So you know how I was just recently saying that actor-directors are usually bad? Well, funny thing, Joel Edgerton just released his directorial debut, The Gift, and it’s really good. So while yes, fewer actors should become directors, Joel Edgerton gets a pass because he is actually good at it. Edgerton not only directs The Gift, he also wrote it, and he stars in it, which would normally scream “vanity project”, but in this case Edgerton clearly had a story he wanted to tell—it’s not about making him look good. The uniformly terrible trailers are wildly misleading and this is not a cheapo creepy house horror movie like they make it seem. There’s a lot more going on in The Gift.

This looks like an easy paycheck for Jason Bateman, but no, he is in this movie specifically because he is Jason Bateman. We have certain expectations of Bateman as a protagonist, and Edgerton leans into that, playing on Bateman’s on-screen persona and our expectations for him as a protagonist. He stars as Simon, who along with his wife, Robyn (Rebecca Hall), has just moved back to Los Angeles after a long sojourn in Chicago. Hall hasn’t really done much for me post-The Town, but here she’s very good. Robyn is lonely and fragile, thanks to an alluded-to event in Chicago that was probably a miscarriage, and Hall captures her nerves and tension perfectly. Edgerton rounds out the main cast as Gordo, a hugely off-putting weirdo aptly dubbed “Gordo the Weirdo”.

I noted in my review of Before We Go  that Chris Evans doesn’t really have a handle on the visual language of film—well Joel Edgerton does. Where he places his camera is critically important—what we DON’T see is often more important than what we do. He understands how costuming and props contribute to character as well, and his writing is efficient and displays the same kind of narrative chiaroscuro he uses in his scene construction. The Gift is a psychological thriller, and Edgerton manages the tension throughout the film beautifully, steadily ratcheting it up with his use of perspective. We don’t always see what the characters see, which lets us in on certain secrets while we wait anxiously for the characters to catch up, but in other cases it leaves things up to our imaginations, which is way worse than anything you could put on screen.

Which is why we now need to get into some spoilers, because that ambiguity has opened a can of worms. If you don’t want to know anything more about this movie, this is where you get off.

Simon and Gordo’s toxic past, and Gordo’s desire for revenge, come to a head in the finale when Gordo shows Simon a recording in which it is heavily implied that Gordo drugged and raped Robyn, and that Simon’s newborn child might not even be his. It’s a gut-punch moment, the culmination of eighty minutes of carefully built dread, and as it played out I knew some people would absolutely hate it. Count The Mary Sue among those who do not like it (you can read their assessment here), but for me, that ending worked.
Robyn is a sympathetic character, but she is never driving the narrative—Gordo is. Robyn is always a pawn between the two men, they both lie to and manipulate her. She’s victimized throughout the movie, by Gordo’s stalking and Simon’s insidious control. It’s a credit to Edgerton’s writing and Hall’s performance that we like Robyn so much we don’t want to see bad things happen to her, but the entire movie is bad things happening to Robyn, and they steadily escalate until The Worst thing happens. Or maybe it doesn’t—WE DON’T ACTUALLY KNOW WHAT HAPPENED.

Edgerton leaves it vague in a way that borders exploitative, because it seems to reduce humiliation to pure shock value. But the ambiguity of that scene plays into the film’s theme of never really knowing the things you think you know. Good, bad, persecutor, victim—these are all defined by one’s perspective, a perspective that Edgerton purposefully skews. The entire point of The Gift is the not knowing. Is Gordo really that twisted and cruel? Or did he just find the perfect way to torture Simon, forever? It’s up to each individual viewer to decide, and there is no right answer. It’s an ambitious gambit on Edgerton’s part, but it’s one that simply won’t work for everyone.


Problem details | Find how many lines in the entries below carry the word "center" and answer with only that figure.

Supplied information |
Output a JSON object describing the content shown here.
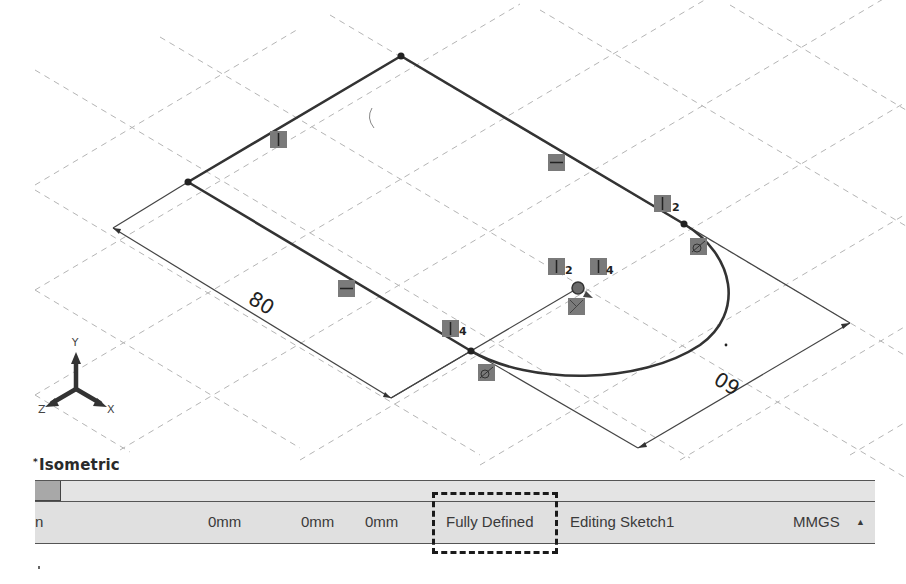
{
  "viewport": {
    "view_orientation": "Isometric",
    "background_color": "#ffffff",
    "grid_color": "#b5b5b5",
    "sketch_line_color": "#333333",
    "relation_badge_color": "#7a7a7a",
    "triad": {
      "x_label": "X",
      "y_label": "Y",
      "z_label": "Z"
    },
    "dimensions": [
      {
        "id": "dim-length",
        "value": "80"
      },
      {
        "id": "dim-width",
        "value": "60"
      }
    ],
    "relations": [
      {
        "type": "vertical",
        "label": "",
        "position": "top-left-edge"
      },
      {
        "type": "horizontal",
        "label": "",
        "position": "top-right-edge"
      },
      {
        "type": "vertical",
        "label": "2",
        "position": "right-edge-end"
      },
      {
        "type": "horizontal",
        "label": "",
        "position": "bottom-left-edge"
      },
      {
        "type": "vertical",
        "label": "4",
        "position": "bottom-edge-end"
      },
      {
        "type": "vertical",
        "label": "2",
        "position": "arc-center-left"
      },
      {
        "type": "vertical",
        "label": "4",
        "position": "arc-center-right"
      },
      {
        "type": "coincident",
        "label": "",
        "position": "arc-center"
      },
      {
        "type": "tangent",
        "label": "",
        "position": "arc-start"
      },
      {
        "type": "tangent",
        "label": "",
        "position": "arc-end"
      }
    ]
  },
  "status_bar": {
    "edge_text": "n",
    "x_coord": "0mm",
    "y_coord": "0mm",
    "z_coord": "0mm",
    "sketch_state": "Fully Defined",
    "editing": "Editing Sketch1",
    "units": "MMGS",
    "units_arrow": "▲",
    "highlight_color": "#1a1a1a"
  }
}
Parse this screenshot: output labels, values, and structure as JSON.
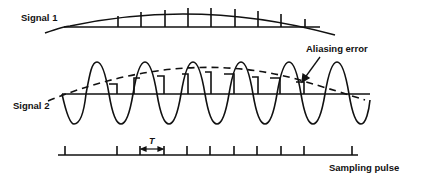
{
  "labels": {
    "signal1": "Signal 1",
    "signal2": "Signal 2",
    "aliasing": "Aliasing error",
    "period": "T",
    "sampling": "Sampling pulse"
  },
  "colors": {
    "stroke": "#111111",
    "background": "#ffffff"
  },
  "diagram": {
    "signal1": {
      "type": "slow-arc",
      "sample_lines": 9
    },
    "signal2": {
      "type": "fast-sine",
      "cycles_visible": 6,
      "aliased_reconstruction": "dashed-slow-arc"
    },
    "sampling_pulse": {
      "ticks": 11,
      "marked_interval": "T"
    }
  }
}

Result for this exercise | 3